There have been several hardware devices released over the past four decades which play NES and Famicom games. Any regular reader of this blog will know that the NES and Famicom have many, many different ways in which it supports memory management. Hardware devices which support a wide variety of games use FPGAs to configure their logic to handle the various memory mappers used by NES and Famicom games. Below I will give matrices of each device and identify the mappers it supports. Both iNES 1.0 and NES 2.0 mappers will be identified. None of these devices support UNIF format mappers and UNIF should be fully deprecated by NES 2.0 now.
Let me start with the key to the tables and the statistics for NES Mappers :
Now I will identify the seven devices profiled, in order of their release and using their latest firmware :
1. Analogue Nt Mini Noir
2. Krikzz EverDrive N8 Pro
3. MiSTer NES Core
4. Analogue Nt Mini
5. Krikzz EverDrive N8
6. RetroUSB NES PowerPak
7. Bung Enterprises Game Master 2.0
All but 4 & 7 support running Famicom Disk System images.
Analogue Nt Mini Noir Jailbreak v6.6
MiSTer NES Core 12-14-21
Krikzz EverDrive N8 OS v1.26
RetroUSB NES PowerPak v1.35b

Bung Game Master v2.0
When I said that FPGA cartridge simulating devices have been sold in four decades, I am speaking truth. The Nt Mini Noir was released in 2020, the EverDrives, MiSTer and Nt Mini in the 2010s, the NES PowerPak was released in 2007 and the Game Master was released sometime in the mid-1990s. Even though the NES and Famicom were officially end of life by 1994 (support for Famicom hardware continued until 2003), companies and later homebrewers just have not stopped making or adapting software to work on this hardware.
It is important to observe that quantity of mappers supported is only one indicator of a device's accuracy. Certain older devices like the original Nt Mini and NES PowerPak have some buggy mappers which relied on out of date information. Even the EverDrives have a few long-standing bugs in their supported mappers. Many mappers are not exactly mainstream, being used for Taiwan and Chinese games with which relatively few people concern themselves. Some mappers also come with built in hardware, use expansion ROMs or unusual peripherals. Bandai was fond of this with the Datach Joint ROM System and the Karaoke Studio. Several mappers use expansion audio and there is work to be done there for almost all the current devices. Only one PC emulator, Nintendulator-NRS, supports all identified iNES 1.0 or 2.0 mappers but some of those mappers use underlying hardware that is more advanced than a standard NES or Famicom.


▸ **About this exercise**
Copy out the entries exactly, and wherever a picture appears, leave it out.

[Figure dataset records]
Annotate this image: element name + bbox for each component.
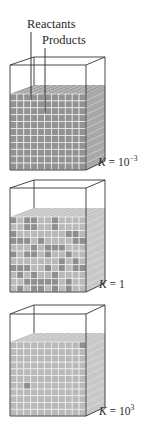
reactant-cell (79, 163, 86, 170)
product-cell (79, 285, 86, 292)
reactant-cell (17, 265, 24, 272)
reactant-cell (10, 217, 17, 224)
container-rim (10, 57, 105, 65)
reactant-cell (58, 265, 65, 272)
reactant-cell (31, 115, 38, 122)
product-cell (17, 396, 24, 403)
product-cell (51, 237, 58, 244)
reactant-cell (51, 244, 58, 251)
product-cell (51, 231, 58, 238)
product-cell (58, 349, 65, 356)
product-cell (17, 258, 24, 265)
reactant-cell (10, 122, 17, 129)
reactant-cell (65, 285, 72, 292)
reactant-cell (72, 231, 79, 238)
product-cell (51, 403, 58, 410)
reactant-cell (17, 149, 24, 156)
product-cell (10, 258, 17, 265)
product-cell (38, 258, 45, 265)
reactant-cell (58, 258, 65, 265)
product-cell (24, 369, 31, 376)
product-cell (79, 376, 86, 383)
product-cell (10, 403, 17, 410)
product-cell (38, 409, 45, 416)
product-cell (38, 382, 45, 389)
product-cell (58, 231, 65, 238)
product-cell (51, 369, 58, 376)
product-cell (58, 389, 65, 396)
reactant-cell (10, 231, 17, 238)
reactant-cell (79, 108, 86, 115)
product-cell (65, 362, 72, 369)
product-cell (17, 278, 24, 285)
product-cell (24, 349, 31, 356)
reactant-cell (65, 115, 72, 122)
reactant-cell (45, 108, 52, 115)
reactant-cell (51, 122, 58, 129)
product-cell (65, 369, 72, 376)
product-cell (31, 403, 38, 410)
product-cell (45, 285, 52, 292)
reactant-cell (17, 142, 24, 149)
product-cell (79, 272, 86, 279)
product-cell (45, 382, 52, 389)
product-cell (79, 217, 86, 224)
product-cell (10, 362, 17, 369)
reactant-cell (45, 149, 52, 156)
product-cell (10, 376, 17, 383)
product-cell (31, 382, 38, 389)
k-label-one: K = 1 (99, 279, 125, 291)
reactant-cell (58, 115, 65, 122)
product-cell (38, 342, 45, 349)
product-cell (31, 409, 38, 416)
reactant-cell (65, 142, 72, 149)
product-cell (24, 355, 31, 362)
reactant-cell (58, 244, 65, 251)
product-cell (51, 258, 58, 265)
reactant-cell (65, 251, 72, 258)
reactant-cell (51, 142, 58, 149)
product-cell (79, 369, 86, 376)
reactant-cell (17, 122, 24, 129)
product-cell (45, 355, 52, 362)
product-cell (24, 285, 31, 292)
reactant-cell (24, 122, 31, 129)
reactant-cell (31, 272, 38, 279)
reactant-cell (51, 129, 58, 136)
reactant-cell (51, 135, 58, 142)
reactant-cell (51, 94, 58, 101)
product-cell (10, 349, 17, 356)
product-cell (79, 349, 86, 356)
product-cell (45, 396, 52, 403)
product-cell (58, 376, 65, 383)
product-cell (72, 389, 79, 396)
reactant-cell (10, 237, 17, 244)
product-cell (79, 382, 86, 389)
product-cell (38, 251, 45, 258)
reactant-cell (38, 237, 45, 244)
reactant-cell (51, 156, 58, 163)
reactant-cell (72, 258, 79, 265)
reactant-cell (10, 101, 17, 108)
product-cell (17, 217, 24, 224)
product-cell (31, 237, 38, 244)
product-cell (38, 362, 45, 369)
reactant-cell (38, 135, 45, 142)
product-cell (51, 362, 58, 369)
product-cell (65, 355, 72, 362)
product-cell (72, 403, 79, 410)
reactant-cell (45, 101, 52, 108)
reactant-cell (31, 163, 38, 170)
product-cell (65, 265, 72, 272)
reactant-cell (45, 122, 52, 129)
reactant-cell (31, 142, 38, 149)
product-cell (72, 217, 79, 224)
product-cell (79, 244, 86, 251)
product-cell (38, 376, 45, 383)
reactant-cell (58, 163, 65, 170)
product-cell (17, 244, 24, 251)
product-cell (45, 376, 52, 383)
reactant-cell (10, 149, 17, 156)
product-cell (58, 409, 65, 416)
product-cell (65, 409, 72, 416)
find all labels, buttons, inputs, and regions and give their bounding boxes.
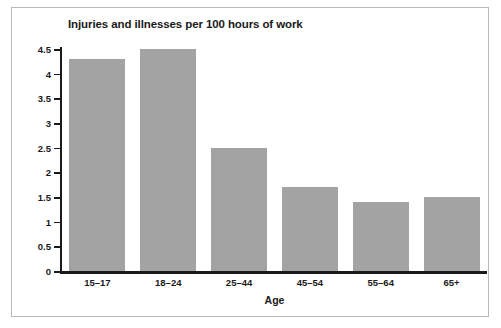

▸ **Answer box**
Annotate this image: element name + bbox for each component.
reactant-cell (79, 163, 86, 170)
product-cell (79, 285, 86, 292)
reactant-cell (17, 265, 24, 272)
reactant-cell (10, 217, 17, 224)
container-rim (10, 57, 105, 65)
reactant-cell (58, 265, 65, 272)
reactant-cell (31, 115, 38, 122)
product-cell (17, 396, 24, 403)
product-cell (51, 237, 58, 244)
reactant-cell (51, 244, 58, 251)
product-cell (51, 231, 58, 238)
product-cell (58, 349, 65, 356)
product-cell (17, 258, 24, 265)
reactant-cell (10, 122, 17, 129)
reactant-cell (65, 285, 72, 292)
reactant-cell (72, 231, 79, 238)
product-cell (51, 403, 58, 410)
reactant-cell (17, 149, 24, 156)
product-cell (10, 258, 17, 265)
product-cell (38, 258, 45, 265)
reactant-cell (58, 258, 65, 265)
product-cell (24, 369, 31, 376)
product-cell (79, 376, 86, 383)
product-cell (10, 403, 17, 410)
product-cell (38, 409, 45, 416)
product-cell (38, 382, 45, 389)
product-cell (58, 231, 65, 238)
product-cell (51, 369, 58, 376)
product-cell (58, 389, 65, 396)
reactant-cell (10, 231, 17, 238)
reactant-cell (79, 108, 86, 115)
product-cell (65, 362, 72, 369)
product-cell (17, 278, 24, 285)
product-cell (24, 349, 31, 356)
reactant-cell (65, 115, 72, 122)
reactant-cell (45, 108, 52, 115)
reactant-cell (51, 122, 58, 129)
product-cell (65, 369, 72, 376)
product-cell (31, 403, 38, 410)
product-cell (45, 285, 52, 292)
reactant-cell (17, 142, 24, 149)
product-cell (79, 272, 86, 279)
product-cell (45, 382, 52, 389)
product-cell (79, 217, 86, 224)
product-cell (10, 362, 17, 369)
reactant-cell (45, 149, 52, 156)
product-cell (10, 376, 17, 383)
product-cell (31, 382, 38, 389)
k-label-one: K = 1 (99, 279, 125, 291)
reactant-cell (58, 115, 65, 122)
product-cell (38, 342, 45, 349)
product-cell (31, 409, 38, 416)
reactant-cell (65, 142, 72, 149)
product-cell (24, 355, 31, 362)
reactant-cell (58, 244, 65, 251)
product-cell (51, 258, 58, 265)
reactant-cell (65, 251, 72, 258)
reactant-cell (51, 142, 58, 149)
product-cell (79, 369, 86, 376)
reactant-cell (17, 122, 24, 129)
product-cell (45, 355, 52, 362)
product-cell (24, 285, 31, 292)
reactant-cell (24, 122, 31, 129)
reactant-cell (31, 272, 38, 279)
reactant-cell (51, 129, 58, 136)
reactant-cell (51, 135, 58, 142)
reactant-cell (51, 94, 58, 101)
product-cell (10, 349, 17, 356)
product-cell (79, 349, 86, 356)
product-cell (45, 396, 52, 403)
product-cell (58, 376, 65, 383)
product-cell (72, 389, 79, 396)
reactant-cell (10, 237, 17, 244)
product-cell (79, 382, 86, 389)
product-cell (38, 251, 45, 258)
reactant-cell (38, 237, 45, 244)
reactant-cell (51, 156, 58, 163)
reactant-cell (72, 258, 79, 265)
reactant-cell (10, 101, 17, 108)
product-cell (17, 217, 24, 224)
product-cell (31, 237, 38, 244)
product-cell (38, 362, 45, 369)
reactant-cell (38, 135, 45, 142)
product-cell (51, 362, 58, 369)
product-cell (65, 355, 72, 362)
product-cell (72, 403, 79, 410)
reactant-cell (45, 101, 52, 108)
reactant-cell (31, 163, 38, 170)
product-cell (65, 265, 72, 272)
reactant-cell (45, 122, 52, 129)
reactant-cell (31, 142, 38, 149)
product-cell (72, 217, 79, 224)
product-cell (79, 244, 86, 251)
product-cell (38, 376, 45, 383)
reactant-cell (58, 163, 65, 170)
product-cell (17, 244, 24, 251)
product-cell (45, 376, 52, 383)
reactant-cell (10, 149, 17, 156)
product-cell (58, 409, 65, 416)
product-cell (65, 409, 72, 416)
find all labels, buttons, inputs, and regions and give their bounding boxes.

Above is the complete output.